| >> Finally, I had this moment where I felt that my efforts to ramp up the pressure to force him to stop had crossed some line. I felt I was turning into an abusive parent. >> At that moment, I decided this had to stop. I didn't care if he licked his hands the rest of his life. It couldn't be worse than this. > Rational analysis failed, some other way of deciding how to handle it took hold. Notice the semantic shift here. She moved from articulating her decision-making process in a cold, logical fashion, then after the failure, she shifts to an empathic, emotional basis. I see the same shift that you mentioned, but unlike you I see the original exclusion of empathy and emotion from the decision-making process as irrational. Up to this point she'd been reacting instinctively and emotionally to the external pressure to make her son stop licking his hands, without considering whether that was really a worthwhile goal or what it might cost in terms of their relationship. Taking her empathy and emotion into account was the rational choice, and allowed her to set aside the peer pressure and clearly see and evaluate how her actions thus far failed to satisfy her own priorities and goals. At that point she rationally chose to stop forcing the issue. > Sometimes there are multiple truths out there that you are going to have to choose between, with nothing to help to distinguish them. The "colloquial term at hand" is false dichotomy. You are never forced to choose one potential truth over another. "I don't know" is a perfectly acceptable response. Naturally you still need to decide on a course of action despite not knowing where the truth lies, but that doesn't require committing to a particular version of the truth and rejecting all others as false. > The over-rational mindset will concoct meaningless and even counter-productive forms of "rationality" to paper over their fundamental ignorance. When one is actually ignorant, admitting ignorance is the rational choice; proceeding as if one were not ignorant (for example, by choosing one version of the truth over another when there is nothing to distinguish them) would be the hallmark of an irrational mindset, not an "over-rational" one. |
This is because you're reifying rationality onto past events, conflating correct with rational. When she made the decision to stop, she didn't have a rational basis to make that decision, rational means you can connect a decision to logic. She didn't discover that logic, those reasons, until a full year later. That's when she finally had all the pieces.
> doesn't require committing to a particular version of the truth and rejecting all others as false.
This is a non-sequitur. Whatever you choose is going to have consequences. The very course of action is what does the rejection of all the other forms of looking at it, not your mindset. Your actions belie what you consider to be important.
> When one is actually ignorant, admitting ignorance is the rational choice; proceeding as if one were not ignorant (for example, by choosing one version of the truth over another when there is nothing to distinguish them) would be the hallmark of an irrational mindset, not an "over-rational" one.
What if you don't even know what you're ignorant of or that you are in fact ignorant? This is how this ties back to money, job, marriage. You can have these things, and be happy, or you can have these things, and be unhappy. I'm arguing that the reasons why you chase them are important, and you have to make the decision anyway.
If you are comfortable with irrational ways of gathering information, like listening to your gut, then you're way better off than trying to force rational ones.
So is your next argument going to be that "going by your gut" is a rational approach?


- Exercise
Below are records to be repeated exactly. Leave their pictures behind.

- Data listing
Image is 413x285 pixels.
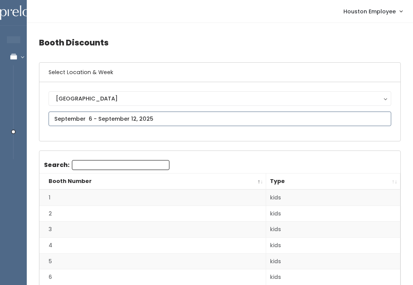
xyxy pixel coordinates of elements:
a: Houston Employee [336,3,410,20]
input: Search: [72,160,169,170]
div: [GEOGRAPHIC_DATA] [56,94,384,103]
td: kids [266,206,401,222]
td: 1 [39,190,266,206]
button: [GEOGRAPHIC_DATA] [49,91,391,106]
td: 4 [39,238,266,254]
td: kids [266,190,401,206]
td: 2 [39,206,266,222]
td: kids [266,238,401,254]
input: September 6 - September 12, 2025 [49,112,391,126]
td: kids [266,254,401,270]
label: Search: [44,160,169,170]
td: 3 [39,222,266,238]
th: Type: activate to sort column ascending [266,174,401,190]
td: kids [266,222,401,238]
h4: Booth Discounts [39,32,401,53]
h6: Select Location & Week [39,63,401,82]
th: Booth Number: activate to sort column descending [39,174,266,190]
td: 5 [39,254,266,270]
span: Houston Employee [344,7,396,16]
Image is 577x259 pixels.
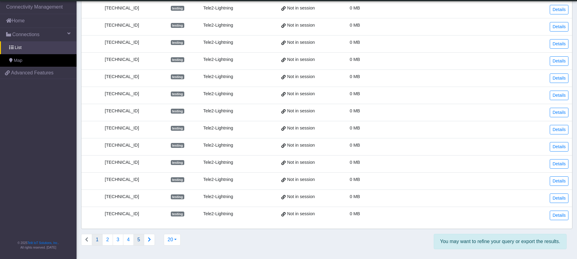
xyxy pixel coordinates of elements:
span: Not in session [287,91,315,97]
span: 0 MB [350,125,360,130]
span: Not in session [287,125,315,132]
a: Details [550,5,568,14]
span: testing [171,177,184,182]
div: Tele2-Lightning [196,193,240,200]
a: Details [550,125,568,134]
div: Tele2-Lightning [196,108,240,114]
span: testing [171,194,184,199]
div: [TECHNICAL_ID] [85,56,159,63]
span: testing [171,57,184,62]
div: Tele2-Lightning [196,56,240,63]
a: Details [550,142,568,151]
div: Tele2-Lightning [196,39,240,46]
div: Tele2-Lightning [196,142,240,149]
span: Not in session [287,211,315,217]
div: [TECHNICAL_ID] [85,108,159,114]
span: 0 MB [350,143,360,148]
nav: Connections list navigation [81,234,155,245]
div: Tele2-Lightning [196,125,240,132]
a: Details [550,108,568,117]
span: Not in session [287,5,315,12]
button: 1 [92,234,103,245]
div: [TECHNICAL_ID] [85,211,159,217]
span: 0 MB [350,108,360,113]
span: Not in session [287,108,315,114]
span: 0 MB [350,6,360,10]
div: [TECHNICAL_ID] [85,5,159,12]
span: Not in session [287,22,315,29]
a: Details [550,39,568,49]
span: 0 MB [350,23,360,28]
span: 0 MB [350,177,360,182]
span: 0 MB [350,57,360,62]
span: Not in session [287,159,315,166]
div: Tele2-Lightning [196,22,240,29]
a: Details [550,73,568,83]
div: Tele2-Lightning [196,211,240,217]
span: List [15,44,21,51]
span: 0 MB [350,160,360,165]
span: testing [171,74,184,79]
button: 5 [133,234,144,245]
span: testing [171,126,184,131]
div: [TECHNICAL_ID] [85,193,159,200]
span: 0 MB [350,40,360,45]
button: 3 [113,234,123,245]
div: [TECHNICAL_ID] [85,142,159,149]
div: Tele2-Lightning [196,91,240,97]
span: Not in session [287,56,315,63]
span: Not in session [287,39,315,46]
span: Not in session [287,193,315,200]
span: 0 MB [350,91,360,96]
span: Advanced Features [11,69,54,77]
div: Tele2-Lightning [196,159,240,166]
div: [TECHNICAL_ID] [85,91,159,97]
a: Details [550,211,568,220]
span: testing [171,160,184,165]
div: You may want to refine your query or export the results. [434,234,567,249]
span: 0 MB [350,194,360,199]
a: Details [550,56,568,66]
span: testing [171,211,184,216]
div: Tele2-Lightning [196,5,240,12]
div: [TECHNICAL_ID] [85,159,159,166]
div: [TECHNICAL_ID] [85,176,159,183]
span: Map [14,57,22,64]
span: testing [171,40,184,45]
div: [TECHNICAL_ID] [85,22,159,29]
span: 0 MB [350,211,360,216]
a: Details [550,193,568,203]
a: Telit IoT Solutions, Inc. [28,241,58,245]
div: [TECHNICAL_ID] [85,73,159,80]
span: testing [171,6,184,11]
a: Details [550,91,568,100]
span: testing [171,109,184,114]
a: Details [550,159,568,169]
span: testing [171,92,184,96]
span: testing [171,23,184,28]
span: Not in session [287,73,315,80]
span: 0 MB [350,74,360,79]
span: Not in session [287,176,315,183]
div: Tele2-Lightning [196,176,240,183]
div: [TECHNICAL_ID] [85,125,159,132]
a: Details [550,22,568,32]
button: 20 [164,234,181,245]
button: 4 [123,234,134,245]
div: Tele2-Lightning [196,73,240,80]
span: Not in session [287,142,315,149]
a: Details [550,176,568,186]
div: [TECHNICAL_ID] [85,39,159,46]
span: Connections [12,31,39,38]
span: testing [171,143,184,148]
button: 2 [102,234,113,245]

- Reply to the task
Image is 413x285 pixels.
xyxy pixel coordinates of elements:
a: Houston Employee [336,3,410,20]
input: Search: [72,160,169,170]
div: [GEOGRAPHIC_DATA] [56,94,384,103]
td: kids [266,206,401,222]
td: 1 [39,190,266,206]
button: [GEOGRAPHIC_DATA] [49,91,391,106]
td: 4 [39,238,266,254]
td: kids [266,190,401,206]
td: 2 [39,206,266,222]
td: kids [266,238,401,254]
input: September 6 - September 12, 2025 [49,112,391,126]
td: kids [266,254,401,270]
label: Search: [44,160,169,170]
td: 3 [39,222,266,238]
th: Type: activate to sort column ascending [266,174,401,190]
td: kids [266,222,401,238]
h4: Booth Discounts [39,32,401,53]
h6: Select Location & Week [39,63,401,82]
th: Booth Number: activate to sort column descending [39,174,266,190]
td: 5 [39,254,266,270]
span: Houston Employee [344,7,396,16]
Image is 577x259 pixels.
xyxy pixel coordinates of elements:
span: Not in session [287,91,315,97]
span: 0 MB [350,125,360,130]
span: Not in session [287,125,315,132]
a: Details [550,5,568,14]
span: testing [171,177,184,182]
div: Tele2-Lightning [196,193,240,200]
a: Details [550,125,568,134]
div: Tele2-Lightning [196,108,240,114]
span: testing [171,194,184,199]
div: [TECHNICAL_ID] [85,56,159,63]
span: testing [171,57,184,62]
div: Tele2-Lightning [196,56,240,63]
a: Details [550,142,568,151]
div: Tele2-Lightning [196,39,240,46]
div: Tele2-Lightning [196,142,240,149]
span: Not in session [287,211,315,217]
div: [TECHNICAL_ID] [85,108,159,114]
span: 0 MB [350,143,360,148]
nav: Connections list navigation [81,234,155,245]
div: Tele2-Lightning [196,125,240,132]
a: Details [550,108,568,117]
span: Not in session [287,5,315,12]
button: 1 [92,234,103,245]
div: [TECHNICAL_ID] [85,211,159,217]
span: 0 MB [350,108,360,113]
span: Not in session [287,108,315,114]
span: 0 MB [350,6,360,10]
div: [TECHNICAL_ID] [85,5,159,12]
span: Not in session [287,22,315,29]
a: Details [550,39,568,49]
span: 0 MB [350,23,360,28]
span: 0 MB [350,177,360,182]
span: 0 MB [350,57,360,62]
span: Not in session [287,159,315,166]
div: Tele2-Lightning [196,22,240,29]
a: Details [550,73,568,83]
div: Tele2-Lightning [196,211,240,217]
span: List [15,44,21,51]
span: 0 MB [350,160,360,165]
span: testing [171,74,184,79]
button: 5 [133,234,144,245]
span: testing [171,126,184,131]
div: [TECHNICAL_ID] [85,193,159,200]
span: 0 MB [350,40,360,45]
button: 3 [113,234,123,245]
div: [TECHNICAL_ID] [85,142,159,149]
div: Tele2-Lightning [196,91,240,97]
span: Not in session [287,56,315,63]
span: Not in session [287,39,315,46]
span: Not in session [287,193,315,200]
span: 0 MB [350,91,360,96]
span: Advanced Features [11,69,54,77]
div: Tele2-Lightning [196,159,240,166]
div: [TECHNICAL_ID] [85,91,159,97]
a: Details [550,211,568,220]
span: testing [171,160,184,165]
div: You may want to refine your query or export the results. [434,234,567,249]
span: 0 MB [350,194,360,199]
a: Details [550,56,568,66]
span: testing [171,211,184,216]
div: Tele2-Lightning [196,5,240,12]
div: [TECHNICAL_ID] [85,159,159,166]
div: [TECHNICAL_ID] [85,176,159,183]
span: Map [14,57,22,64]
span: testing [171,40,184,45]
div: [TECHNICAL_ID] [85,22,159,29]
span: 0 MB [350,211,360,216]
a: Details [550,193,568,203]
a: Telit IoT Solutions, Inc. [28,241,58,245]
div: [TECHNICAL_ID] [85,73,159,80]
span: testing [171,6,184,11]
a: Details [550,91,568,100]
span: testing [171,109,184,114]
a: Details [550,159,568,169]
span: testing [171,92,184,96]
span: testing [171,23,184,28]
span: Not in session [287,73,315,80]
span: 0 MB [350,74,360,79]
span: Not in session [287,176,315,183]
div: Tele2-Lightning [196,176,240,183]
div: [TECHNICAL_ID] [85,125,159,132]
a: Details [550,22,568,32]
button: 20 [164,234,181,245]
button: 4 [123,234,134,245]
div: Tele2-Lightning [196,73,240,80]
span: Not in session [287,142,315,149]
a: Details [550,176,568,186]
div: [TECHNICAL_ID] [85,39,159,46]
span: Connections [12,31,39,38]
span: testing [171,143,184,148]
button: 2 [102,234,113,245]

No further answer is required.